This November, Arizona voters will have the opportunity, by passing Prop. 113, to affirm the right of workers to have a secret ballot when deciding matters of union representation.
Why are we even debating this? The right to privacy when voting is fundamental to our heritage as a free people. We no longer argue over the poll tax or whether voters should be harassed at polling places, so why this? Over 80 percent of Americans believe in the right to a secret ballot.
Moreover, the history of union elections is often confrontational and even violent. Third world countries are criticized if they don’t provide secret ballots, so why would any reasonable person object to granting that same right to Americans?
For union leaders, the problem is that elections conducted with secret ballots don’t produce the desired results. Union membership, except for government workers, has been declining sharply for over 50 years. That’s not all bad for workers. In today’s Information Age, workers have more individual value and are less vulnerable to exploitation than when manual labor was the norm.
Unionization can ruin a company’s chances to succeed in today’s competitive marketplace. The prospect of rigid work rules and strict seniority-based pay scales drives employers to create working conditions good enough to repel the union threat. As a result, union certification elections are successful less than 20 percent of the time.
It’s no wonder that union bosses have made changing the election rules their number one priority. They poured hundreds of millions of dollars into key 2008 national campaigns and hit the jackpot.
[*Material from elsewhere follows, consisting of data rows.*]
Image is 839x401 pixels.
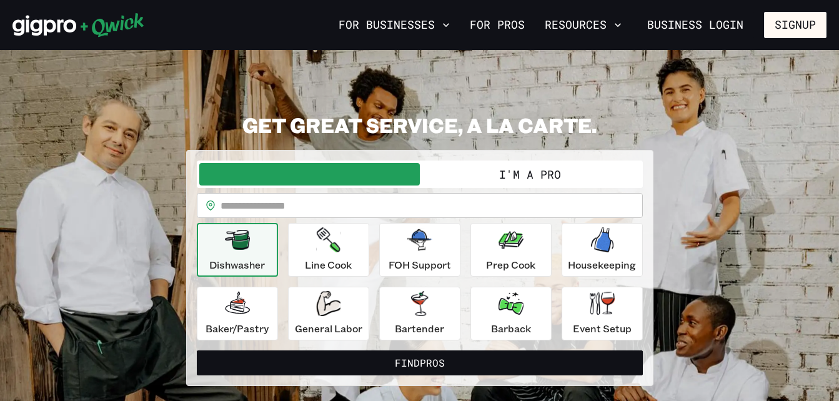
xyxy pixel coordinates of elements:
button: Barback [470,287,552,341]
p: Event Setup [573,321,632,336]
p: Barback [491,321,531,336]
button: Signup [764,12,827,38]
button: FOH Support [379,223,460,277]
p: Baker/Pastry [206,321,269,336]
p: FOH Support [389,257,451,272]
p: Prep Cook [486,257,535,272]
button: Resources [540,14,627,36]
p: Housekeeping [568,257,636,272]
a: Business Login [637,12,754,38]
button: I'm a Pro [420,163,640,186]
h2: GET GREAT SERVICE, A LA CARTE. [186,112,654,137]
a: For Pros [465,14,530,36]
button: Housekeeping [562,223,643,277]
button: Bartender [379,287,460,341]
button: Baker/Pastry [197,287,278,341]
button: Line Cook [288,223,369,277]
button: FindPros [197,351,643,376]
button: For Businesses [334,14,455,36]
button: General Labor [288,287,369,341]
p: Dishwasher [209,257,265,272]
p: Line Cook [305,257,352,272]
button: Prep Cook [470,223,552,277]
button: I'm a Business [199,163,420,186]
p: Bartender [395,321,444,336]
button: Dishwasher [197,223,278,277]
p: General Labor [295,321,362,336]
button: Event Setup [562,287,643,341]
Now they’re calling in their markers, demanding that “card check” replace secret ballots. Under the card check system, unions are certified if their officials can collect the signatures of a majority of the workers. The inconvenient actual election is skipped.
The arguments for eliminating secret ballot elections have a weird, Orwellian double-speak quality. The federal bill taking away the right to a free election is dubbed the Employee Free Choice Act. Speaking on its behalf, then-Sen. Barack Obama claimed in 2007 the “need to help working Americans organize under a fair and free process.” He complained that employers are “not bound by law to accept the signed decision of a majority of workers. That choice should be made by workers and workers alone.” He left unexplained to this day how eliminating their secret ballot leaves that “choice” up to workers.
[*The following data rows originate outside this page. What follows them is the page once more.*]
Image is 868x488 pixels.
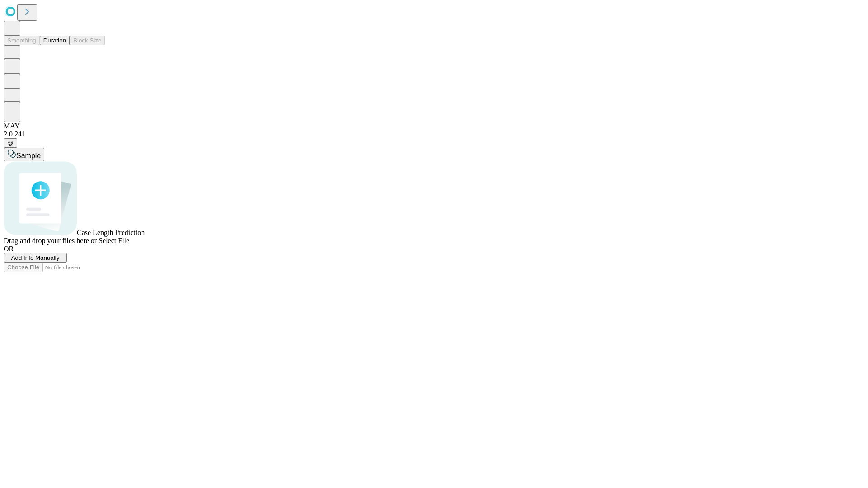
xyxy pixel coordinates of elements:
[99,237,130,244] span: Select File
[16,152,41,160] span: Sample
[4,253,67,262] button: Add Info Manually
[4,122,864,130] div: MAY
[4,245,14,253] span: OR
[77,228,144,236] span: Case Length Prediction
[69,35,105,45] button: Block Size
[4,237,96,244] span: Drag and drop your files here or
[4,148,44,161] button: Sample
[40,35,69,45] button: Duration
[4,35,40,45] button: Smoothing
[4,130,864,138] div: 2.0.241
[4,138,17,148] button: @
[12,254,59,261] span: Add Info Manually
[7,140,14,146] span: @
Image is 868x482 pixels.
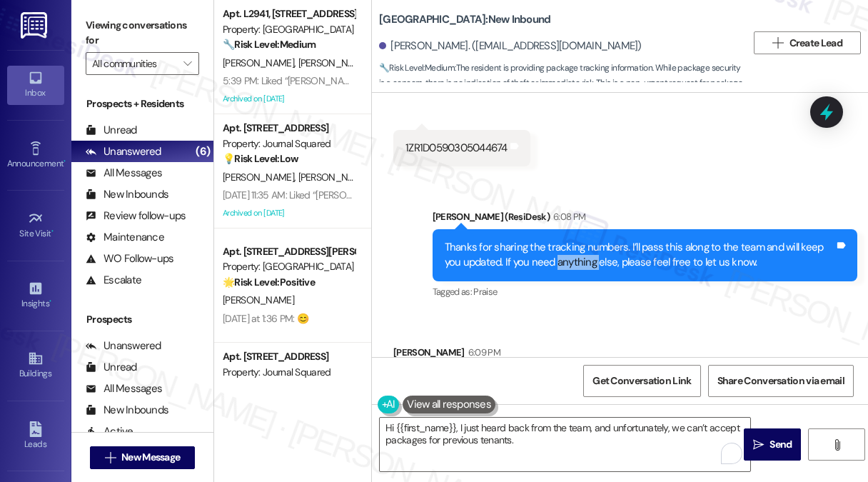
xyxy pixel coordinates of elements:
[222,121,355,136] div: Apt. [STREET_ADDRESS]
[86,230,164,245] div: Maintenance
[86,338,162,353] div: Unanswered
[86,187,169,202] div: New Inbounds
[221,204,356,222] div: Archived on [DATE]
[832,439,842,451] i: 
[393,345,611,365] div: [PERSON_NAME]
[222,6,355,21] div: Apt. L2941, [STREET_ADDRESS][PERSON_NAME]
[222,275,315,288] strong: 🌟 Risk Level: Positive
[380,418,750,471] textarea: To enrich screen reader interactions, please activate Accessibility in Grammarly extension settings
[21,12,50,39] img: ResiDesk Logo
[405,141,508,156] div: 1ZR1D0590305044674
[222,137,355,152] div: Property: Journal Squared
[744,428,801,461] button: Send
[298,171,374,184] span: [PERSON_NAME]
[86,403,169,418] div: New Inbounds
[86,360,137,375] div: Unread
[753,439,764,451] i: 
[86,424,134,439] div: Active
[86,144,162,159] div: Unanswered
[222,349,355,364] div: Apt. [STREET_ADDRESS]
[7,206,64,245] a: Site Visit •
[7,66,64,104] a: Inbox
[86,166,162,181] div: All Messages
[708,365,854,397] button: Share Conversation via email
[754,31,861,54] button: Create Lead
[717,373,844,388] span: Share Conversation via email
[92,52,177,75] input: All communities
[222,152,298,165] strong: 💡 Risk Level: Low
[473,285,497,297] span: Praise
[7,276,64,315] a: Insights •
[7,417,64,456] a: Leads
[379,39,641,54] div: [PERSON_NAME]. ([EMAIL_ADDRESS][DOMAIN_NAME])
[184,58,192,69] i: 
[222,22,355,37] div: Property: [GEOGRAPHIC_DATA]
[90,446,196,469] button: New Message
[105,452,116,463] i: 
[550,209,586,224] div: 6:08 PM
[298,56,374,69] span: [PERSON_NAME]
[86,208,186,223] div: Review follow-ups
[465,345,500,360] div: 6:09 PM
[379,12,551,27] b: [GEOGRAPHIC_DATA]: New Inbound
[51,226,54,236] span: •
[433,281,858,302] div: Tagged as:
[433,209,858,229] div: [PERSON_NAME] (ResiDesk)
[64,157,66,167] span: •
[86,123,137,138] div: Unread
[7,346,64,385] a: Buildings
[222,293,294,306] span: [PERSON_NAME]
[222,38,315,51] strong: 🔧 Risk Level: Medium
[192,141,213,163] div: (6)
[593,373,691,388] span: Get Conversation Link
[221,90,356,108] div: Archived on [DATE]
[49,296,51,306] span: •
[379,61,746,107] span: : The resident is providing package tracking information. While package security is a concern, th...
[772,37,783,49] i: 
[86,381,162,396] div: All Messages
[86,272,142,287] div: Escalate
[222,259,355,274] div: Property: [GEOGRAPHIC_DATA]
[222,244,355,259] div: Apt. [STREET_ADDRESS][PERSON_NAME]
[71,312,213,327] div: Prospects
[379,62,455,74] strong: 🔧 Risk Level: Medium
[222,171,298,184] span: [PERSON_NAME]
[86,251,174,266] div: WO Follow-ups
[222,365,355,380] div: Property: Journal Squared
[222,56,298,69] span: [PERSON_NAME]
[789,36,842,51] span: Create Lead
[583,365,700,397] button: Get Conversation Link
[71,97,213,112] div: Prospects + Residents
[86,14,199,52] label: Viewing conversations for
[122,450,180,465] span: New Message
[769,437,791,452] span: Send
[222,312,308,325] div: [DATE] at 1:36 PM: 😊
[445,240,835,270] div: Thanks for sharing the tracking numbers. I’ll pass this along to the team and will keep you updat...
Some pols, like Rep. George Miller of California, implausibly claim that card check is necessary for a “sustainable recovery from the economic crisis.” Others argue that employers sometimes engage in unfair practices and even force employees to reveal how they’re going to vote. But a secret ballot protects workers from hectoring bosses just as well as from union thugs.
Our courts have repeatedly supported the right for workers to access a secret ballot. “A secret ballot election is the most satisfactory — indeed the preferred — method of ascertaining whether a union has majority support” the Supreme Court opined in 1969. In 1983, the 7th Circuit Court was even more to the point, noting that “workers sometimes sign union authorization cards not because they intend to vote for the union in the election but to avoid offending the person who asks them to sign …”
Former presidential candidate George McGovern had the intellectual honesty to warn fellow Democrats that “We cannot be a party that strips working Americans of the right to a secret ballot election. [That] would be a betrayal of what we have always championed.”
But here’s the topper: McGovern’s Democratic colleagues already said that themselves. In 2001, 11 lawmakers, all of whom later voted for card check, wrote a letter to the Mexican government demanding the “use of secret ballots in all union recognition elections” since “we feel that the secret ballot is absolutely necessary in order to ensure that workers are not intimidated into voting for a union they might not otherwise choose.”
That’s well said, but this isn’t rocket science. The right to a secret ballot is part and parcel of the right to vote and thus to self-determination. Prop. 113 would assure Arizona’s workers of that basic right.
—
East Valley resident Tom Patterson (pattersontomc@cox.net) is a retired physician and former state senator.





RMorrison posted at 7:39 am on Sat, Oct 2, 2010.
To almost everyone, the right to a secret ballot is fundamental. Proposition 113 support ads on TV all praise that right and argue that Jimmy Hoffa is against it so it must be right. So like a good citizen, you march down and vote for Prop. 113. The next day, the paper announces that voters approved the measure by a 2 to 1 margin and that the proposition failed. How can that be? Well, if Prop. 113 applied to general elections, registered voters who did not vote would be counted as having cast a "No" vote. With a substantial majority of voters not voting in the midterms, the "No" votes would prevail. Doesn't sound fair? It does to the out of state sponsors of Prop. 113 who want to make sure employees don't have the ability to elect to join a union if they so desire by simple majority. After all, who wants to pay a living wage to employees when it can go to the CEO and the investors instead or to provide a safe working place or reasonable hours with sufficient breaks for lunch.
What does this have to do with secret ballots? Nothing, except it is easier to intimidate employees to stay away from an election than to allow them to choose over a perion of time by simpling checking a box on a card. These out of state corporations want to make sure that their workers can't collectively negotiate anything to the benefit of all of the employees at the workplace. Like most of the weasel-word propositions on the ballot, this one deserves a resounding "NO!"